Operations | Monitoring | ITSM | DevOps | Cloud

August 2021

Testing Your HAProxy Configuration

Learn how to test your HAProxy Configuration. Properly testing your HAProxy configuration file is a simple, yet crucial part of administering your load balancer. Remembering to run one simple command after making a change to your configuration file can save you from unintentionally stopping your load balancer and bringing down your services.

The HAProxy APIs

The HAProxy load balancer provides a set of APIs for configuring it programmatically. Although many people enjoy the simplicity of configuring their HAProxy load balancer by directly editing its configuration file, /etc/haproxy/haproxy.cfg, others want a way to do it without logging into the server. Or, they want a way that integrates with bespoke software. For example, they want to add pools of servers to the load balancer programmatically as a part of their CI/CD deployment pipeline.

Install HAProxy on Ubuntu

Learn how to Install HAProxy on Ubuntu 20.04. Ubuntu 20.04 is a great choice for installing your HAProxy software load balancer. It’s a free Linux operating system that’s fast, secure, and best of all, it’s easy to use. One of the features that makes Ubuntu so accessible to even the newest of users is its package manager, apt , the Advanced Packaging Tool.

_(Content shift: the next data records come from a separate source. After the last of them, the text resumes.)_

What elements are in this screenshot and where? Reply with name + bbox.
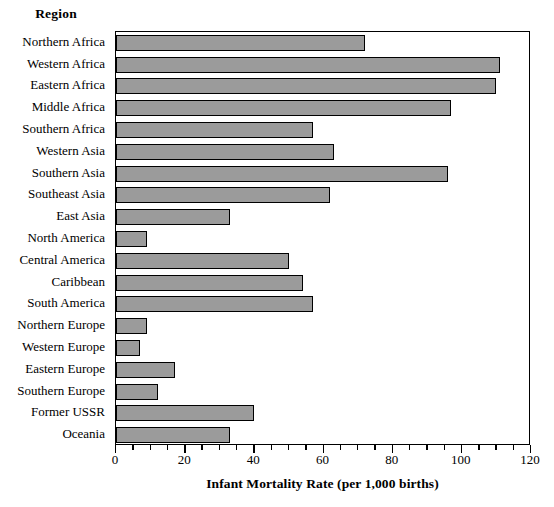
minor-tick: [409, 445, 410, 450]
bar: [116, 187, 330, 203]
minor-tick: [201, 445, 202, 450]
category-label: Oceania: [62, 427, 105, 441]
x-axis-title: Infant Mortality Rate (per 1,000 births): [115, 476, 530, 492]
bar: [116, 340, 140, 356]
minor-tick: [271, 445, 272, 450]
bar: [116, 57, 500, 73]
bar: [116, 78, 496, 94]
bar: [116, 296, 313, 312]
minor-tick: [305, 445, 306, 450]
category-label: Western Africa: [27, 57, 105, 71]
x-tick-label: 100: [451, 452, 471, 468]
bar: [116, 405, 254, 421]
category-label: Former USSR: [31, 405, 105, 419]
category-label: Southern Africa: [22, 122, 105, 136]
category-label: Western Europe: [22, 340, 105, 354]
category-label-column: Northern AfricaWestern AfricaEastern Afr…: [0, 31, 110, 445]
minor-tick: [495, 445, 496, 450]
minor-tick: [444, 445, 445, 450]
bar: [116, 122, 313, 138]
category-label: Central America: [19, 253, 105, 267]
category-label: Eastern Europe: [25, 362, 105, 376]
bar: [116, 100, 451, 116]
bars-layer: [116, 32, 529, 444]
bar: [116, 166, 448, 182]
minor-tick: [132, 445, 133, 450]
category-label: Southern Europe: [17, 384, 105, 398]
category-label: Western Asia: [36, 144, 105, 158]
x-tick-label: 80: [385, 452, 398, 468]
region-column-title: Region: [0, 6, 112, 22]
bar: [116, 362, 175, 378]
bar: [116, 35, 365, 51]
x-tick-label: 60: [316, 452, 329, 468]
minor-tick: [150, 445, 151, 450]
category-label: Caribbean: [52, 275, 105, 289]
minor-tick: [219, 445, 220, 450]
minor-tick: [513, 445, 514, 450]
bar: [116, 253, 289, 269]
category-label: East Asia: [56, 209, 105, 223]
bar: [116, 275, 303, 291]
x-tick-label: 20: [178, 452, 191, 468]
infant-mortality-bar-chart: Region Northern AfricaWestern AfricaEast…: [0, 0, 554, 507]
category-label: Southeast Asia: [28, 187, 105, 201]
x-tick-label: 0: [112, 452, 119, 468]
category-label: South America: [27, 296, 105, 310]
x-axis-tick-labels: 020406080100120: [0, 452, 554, 472]
category-label: Southern Asia: [32, 166, 105, 180]
category-label: Northern Africa: [22, 35, 105, 49]
minor-tick: [340, 445, 341, 450]
bar: [116, 231, 147, 247]
category-label: Northern Europe: [17, 318, 105, 332]
bar: [116, 427, 230, 443]
x-tick-label: 120: [520, 452, 540, 468]
bar: [116, 384, 158, 400]
bar: [116, 209, 230, 225]
bar: [116, 144, 334, 160]
minor-tick: [357, 445, 358, 450]
minor-tick: [426, 445, 427, 450]
plot-area: [115, 31, 530, 445]
minor-tick: [478, 445, 479, 450]
minor-tick: [167, 445, 168, 450]
category-label: Eastern Africa: [30, 78, 105, 92]
minor-tick: [288, 445, 289, 450]
bar: [116, 318, 147, 334]
category-label: North America: [27, 231, 105, 245]
x-tick-label: 40: [247, 452, 260, 468]
minor-tick: [374, 445, 375, 450]
minor-tick: [236, 445, 237, 450]
category-label: Middle Africa: [32, 100, 105, 114]
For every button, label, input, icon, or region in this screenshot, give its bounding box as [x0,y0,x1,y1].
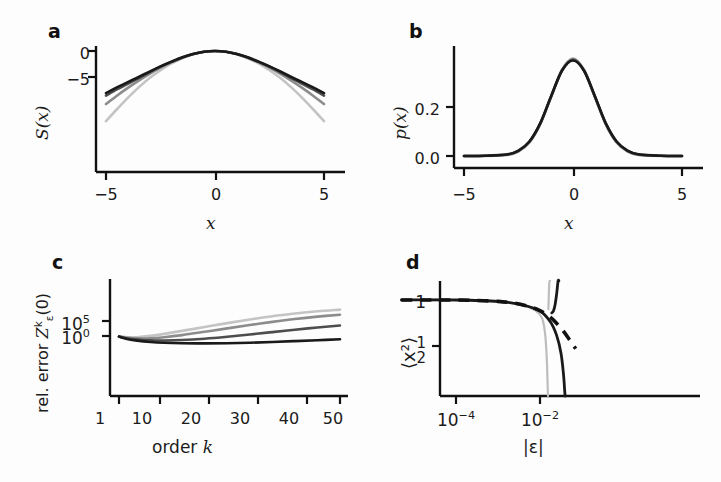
panel-c: c rel. error Zkε(0) 105 100 1 10 20 30 4… [0,241,360,482]
panel-c-plot [0,241,360,482]
panel-c-curves [119,310,340,344]
figure-canvas: a S(x) 0 −5 −5 0 5 x [0,0,721,482]
panel-a: a S(x) 0 −5 −5 0 5 x [0,0,360,241]
panel-a-curves [106,51,324,121]
panel-b: b p(x) 0.2 0.0 −5 0 5 x [360,0,721,241]
panel-a-plot [0,0,360,241]
panel-b-plot [360,0,721,241]
panel-d-plot [360,241,721,482]
panel-d: d ⟨x²⟩ 1 1 2 10−4 10−2 |ε| [360,241,721,482]
panel-d-curves [401,280,575,396]
panel-b-curves [464,58,682,156]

August/2021 - HAProxy 2.0+ HTTP/2 Vulnerabilities Fixed

If you are using HAProxy 2.0 or newer, it is important that you update to the latest version. A vulnerability was found that makes it possible to abuse the HTTP/2 parser, allowing an attacker to prepend hostnames to a request, append top-level domains to an existing domain, and inject invalid characters through the :method pseudo-header.

How to Run HAProxy with Docker

Can you run HAProxy as a Docker container? Yes! Did you even need to ask? Docker is ubiquitous these days and you’ll find that many applications have been Docker-ized; the HAProxy load balancer is no exception. Pardon the cliché, but HAProxy was born for this. As a standalone service that runs on Linux, porting it to Docker certainly seemed natural. Why would you want to run your load balancer inside of a Docker container? Are their performance penalties when doing so?